Scientists at Sangamo BioSciences in Richmond, Calif., have developed a technique using a protein that recognizes and binds to the CCR5 receptor gene, genetically modifying it to mimic the naturally resistant version. The technique uses a zinc finger nuclease, a protein that can break up pieces of DNA, to effectively inactivate the receptor gene. The company is now testing its CCR5-resistant genes in phase-1 and -2 trials with AIDS patients at the University of Pennsylvania.
The Stanford scientists used a similar approach but with an added twist. They used the same nuclease to zero in on an undamaged section of the CCR5 receptor's DNA. They created a break in the sequence and, in a feat of genetic editing, pasted in three genes known to confer resistance to HIV, Porteus said. This technique of placing several useful genes at a particular site is known as "stacking."
Incorporating the three resistant genes helped shield the cells from HIV entry via both the CCR5 and CXCR4 receptors. The disabling of the CCR5 gene by the nuclease, as well as the addition of the anti-HIV genes, created multiple layers of protection.
Blocking HIV infection through both the CCR5 and CXCR4 receptors is important, Porteus said, as it hasn't been achieved before by genome editing. To test the T cells' protective abilities, the scientists created versions in which they inserted one, two and all three of the genes and then exposed the T cells to HIV.
Though the T cells with the single- and double-gene modifications were somewhat protected against an onslaught of HIV, the triplets were by far the most resistant to infection. These triplet cells had more than 1,200-fold protection against HIV carrying the CCR5 receptor and more than 1,700-fold protection against those with the CXCR4 receptor, the researchers reported. The T cells that hadn't been altered succumbed to infection with 25 days.
Porteus said he views the work as an important step forward in developing a gene therapy for HIV.

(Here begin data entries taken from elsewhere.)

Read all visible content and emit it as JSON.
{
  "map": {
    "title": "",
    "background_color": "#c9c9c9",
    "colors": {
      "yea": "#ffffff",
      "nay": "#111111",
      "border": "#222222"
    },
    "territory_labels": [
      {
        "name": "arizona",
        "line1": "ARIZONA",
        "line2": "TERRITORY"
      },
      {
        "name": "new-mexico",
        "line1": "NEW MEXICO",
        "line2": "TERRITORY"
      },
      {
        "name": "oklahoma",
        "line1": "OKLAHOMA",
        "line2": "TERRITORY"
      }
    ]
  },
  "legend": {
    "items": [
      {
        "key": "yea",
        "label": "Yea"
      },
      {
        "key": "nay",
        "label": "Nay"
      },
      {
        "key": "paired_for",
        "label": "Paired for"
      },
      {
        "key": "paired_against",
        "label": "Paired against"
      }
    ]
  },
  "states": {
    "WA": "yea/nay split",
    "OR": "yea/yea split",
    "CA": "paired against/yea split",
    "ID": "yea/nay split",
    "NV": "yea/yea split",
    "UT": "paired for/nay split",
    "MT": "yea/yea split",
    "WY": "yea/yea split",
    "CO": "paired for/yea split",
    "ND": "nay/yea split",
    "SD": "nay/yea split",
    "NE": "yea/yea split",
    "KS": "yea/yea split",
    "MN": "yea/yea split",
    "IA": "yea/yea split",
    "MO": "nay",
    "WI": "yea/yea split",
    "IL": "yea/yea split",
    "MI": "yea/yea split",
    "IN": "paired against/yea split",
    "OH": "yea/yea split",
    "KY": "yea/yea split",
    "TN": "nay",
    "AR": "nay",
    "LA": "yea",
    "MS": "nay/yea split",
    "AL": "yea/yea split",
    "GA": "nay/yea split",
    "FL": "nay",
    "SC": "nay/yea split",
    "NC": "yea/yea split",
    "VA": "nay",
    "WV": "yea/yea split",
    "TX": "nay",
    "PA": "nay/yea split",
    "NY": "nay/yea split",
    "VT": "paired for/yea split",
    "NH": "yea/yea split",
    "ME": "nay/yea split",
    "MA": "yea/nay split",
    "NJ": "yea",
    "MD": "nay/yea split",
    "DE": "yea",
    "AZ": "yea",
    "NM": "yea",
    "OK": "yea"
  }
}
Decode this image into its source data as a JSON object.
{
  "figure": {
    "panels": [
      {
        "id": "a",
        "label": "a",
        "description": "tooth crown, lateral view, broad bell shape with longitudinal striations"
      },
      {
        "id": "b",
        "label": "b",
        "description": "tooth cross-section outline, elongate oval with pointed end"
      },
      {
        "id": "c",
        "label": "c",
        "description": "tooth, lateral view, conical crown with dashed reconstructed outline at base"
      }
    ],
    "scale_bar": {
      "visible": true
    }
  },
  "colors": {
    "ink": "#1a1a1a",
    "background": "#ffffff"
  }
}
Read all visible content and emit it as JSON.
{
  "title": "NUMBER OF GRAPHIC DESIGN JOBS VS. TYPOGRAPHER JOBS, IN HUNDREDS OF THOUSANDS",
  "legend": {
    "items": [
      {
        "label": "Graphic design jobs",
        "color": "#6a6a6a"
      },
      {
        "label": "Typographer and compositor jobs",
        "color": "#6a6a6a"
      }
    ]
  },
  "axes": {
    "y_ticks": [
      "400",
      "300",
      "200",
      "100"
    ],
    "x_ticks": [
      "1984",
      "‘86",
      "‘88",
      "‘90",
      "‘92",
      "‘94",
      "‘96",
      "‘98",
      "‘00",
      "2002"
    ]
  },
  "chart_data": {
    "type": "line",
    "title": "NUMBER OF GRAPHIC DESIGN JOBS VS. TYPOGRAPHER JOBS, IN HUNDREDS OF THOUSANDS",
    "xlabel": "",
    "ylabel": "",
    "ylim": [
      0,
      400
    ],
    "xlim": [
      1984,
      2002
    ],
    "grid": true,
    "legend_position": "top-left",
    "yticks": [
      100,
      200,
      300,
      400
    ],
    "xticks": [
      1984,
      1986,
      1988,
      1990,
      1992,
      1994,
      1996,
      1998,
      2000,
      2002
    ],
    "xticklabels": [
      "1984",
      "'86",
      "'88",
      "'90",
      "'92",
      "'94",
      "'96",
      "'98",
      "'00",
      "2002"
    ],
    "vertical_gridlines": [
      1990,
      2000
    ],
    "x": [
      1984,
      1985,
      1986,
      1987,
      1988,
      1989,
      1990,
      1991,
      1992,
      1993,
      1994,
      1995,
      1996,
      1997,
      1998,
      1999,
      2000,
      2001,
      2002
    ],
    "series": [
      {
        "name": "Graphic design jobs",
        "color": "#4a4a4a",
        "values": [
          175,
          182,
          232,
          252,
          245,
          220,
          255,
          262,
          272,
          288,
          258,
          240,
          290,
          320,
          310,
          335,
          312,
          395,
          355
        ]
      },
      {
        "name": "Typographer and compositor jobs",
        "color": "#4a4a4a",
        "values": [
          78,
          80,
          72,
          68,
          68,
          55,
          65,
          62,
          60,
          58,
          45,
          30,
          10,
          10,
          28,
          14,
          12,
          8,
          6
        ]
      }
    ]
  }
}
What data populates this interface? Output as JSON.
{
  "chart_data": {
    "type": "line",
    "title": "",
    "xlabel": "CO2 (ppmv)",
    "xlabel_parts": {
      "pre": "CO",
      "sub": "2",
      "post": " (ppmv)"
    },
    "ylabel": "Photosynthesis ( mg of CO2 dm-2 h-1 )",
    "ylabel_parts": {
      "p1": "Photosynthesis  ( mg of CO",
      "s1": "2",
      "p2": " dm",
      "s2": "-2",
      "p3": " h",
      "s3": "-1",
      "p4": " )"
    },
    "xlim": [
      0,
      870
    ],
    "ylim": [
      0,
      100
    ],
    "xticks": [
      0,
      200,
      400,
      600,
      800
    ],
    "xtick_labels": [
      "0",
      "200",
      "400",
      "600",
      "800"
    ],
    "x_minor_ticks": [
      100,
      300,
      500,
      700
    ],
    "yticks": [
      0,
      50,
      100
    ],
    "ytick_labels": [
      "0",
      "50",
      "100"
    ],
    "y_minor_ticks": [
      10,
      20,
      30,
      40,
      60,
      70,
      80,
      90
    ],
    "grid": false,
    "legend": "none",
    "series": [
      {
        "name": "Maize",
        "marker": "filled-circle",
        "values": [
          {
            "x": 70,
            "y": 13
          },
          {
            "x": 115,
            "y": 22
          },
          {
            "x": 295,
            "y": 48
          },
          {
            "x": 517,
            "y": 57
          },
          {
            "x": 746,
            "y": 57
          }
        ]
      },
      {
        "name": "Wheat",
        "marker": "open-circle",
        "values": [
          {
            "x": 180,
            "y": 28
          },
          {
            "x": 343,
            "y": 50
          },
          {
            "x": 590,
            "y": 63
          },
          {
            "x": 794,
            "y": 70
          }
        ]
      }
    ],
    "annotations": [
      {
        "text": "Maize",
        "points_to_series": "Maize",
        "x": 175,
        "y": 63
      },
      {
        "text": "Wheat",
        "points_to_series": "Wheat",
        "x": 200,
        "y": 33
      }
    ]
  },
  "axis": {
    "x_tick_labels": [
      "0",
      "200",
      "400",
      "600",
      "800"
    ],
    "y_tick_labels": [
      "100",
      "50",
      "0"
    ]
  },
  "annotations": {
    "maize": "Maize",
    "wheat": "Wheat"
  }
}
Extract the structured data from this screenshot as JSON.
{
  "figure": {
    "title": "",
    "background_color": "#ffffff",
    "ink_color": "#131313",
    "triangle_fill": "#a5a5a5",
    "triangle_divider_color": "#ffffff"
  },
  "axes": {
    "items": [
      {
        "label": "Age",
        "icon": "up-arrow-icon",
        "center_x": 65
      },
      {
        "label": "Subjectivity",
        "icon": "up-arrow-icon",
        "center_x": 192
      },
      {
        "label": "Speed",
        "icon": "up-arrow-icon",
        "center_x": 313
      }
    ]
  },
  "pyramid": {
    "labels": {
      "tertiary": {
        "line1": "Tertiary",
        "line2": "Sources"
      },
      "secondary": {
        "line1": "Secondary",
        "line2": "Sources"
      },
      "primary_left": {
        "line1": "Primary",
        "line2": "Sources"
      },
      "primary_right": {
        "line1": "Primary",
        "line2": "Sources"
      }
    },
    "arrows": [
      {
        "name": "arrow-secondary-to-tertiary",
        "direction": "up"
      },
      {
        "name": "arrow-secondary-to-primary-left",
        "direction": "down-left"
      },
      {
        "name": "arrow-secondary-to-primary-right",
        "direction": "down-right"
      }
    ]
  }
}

"I'm very excited about what's happened already," he said. "This is a significant improvement in that first-generation application."
He said a potential drawback of the strategy is that while the nuclease is designed to create a break in one spot, it could possibly cause a break elsewhere, leading to cancer or other cell aberration. He said it's also possible the cells may not tolerate the genetic change.
"It's possible the cells won't like the proteins they're asked to express, so they won't grow," he said.
But he said he believes both problems are technically surmountable. He said the researchers' next step is to test the strategy in T cells taken from AIDS patients, and then move on to animal testing. He said he hopes to begin clinical trials within three to five years.
Though the method is labor-intensive, requiring a tailored approach for each patient, it would save patients from a lifelong dependence on antiretroviral drugs, which have adverse side effects, Porteus noted.
He said he also hopes to adapt these techniques for use against other diseases, such as sickle cell anemia, one of his areas of interest. Porteus works with patients in the Pediatric Bone Marrow Transplant service at Packard Children's.
In addition to Sawyer, he collaborated with Richard Voit, a former Stanford graduate student who is now an MD/PhD candidate at the University of Texas Southwestern Medical Center, and Moira McMahon, PhD, a former postdoctoral scholar at Stanford who is now at the University of California-San Diego.
The study was supported by a grant from the American Foundation for AIDS Research and by a Laurie Krauss Lacob Faculty Scholar Award from the Lucile Packard Foundation for Children's Health.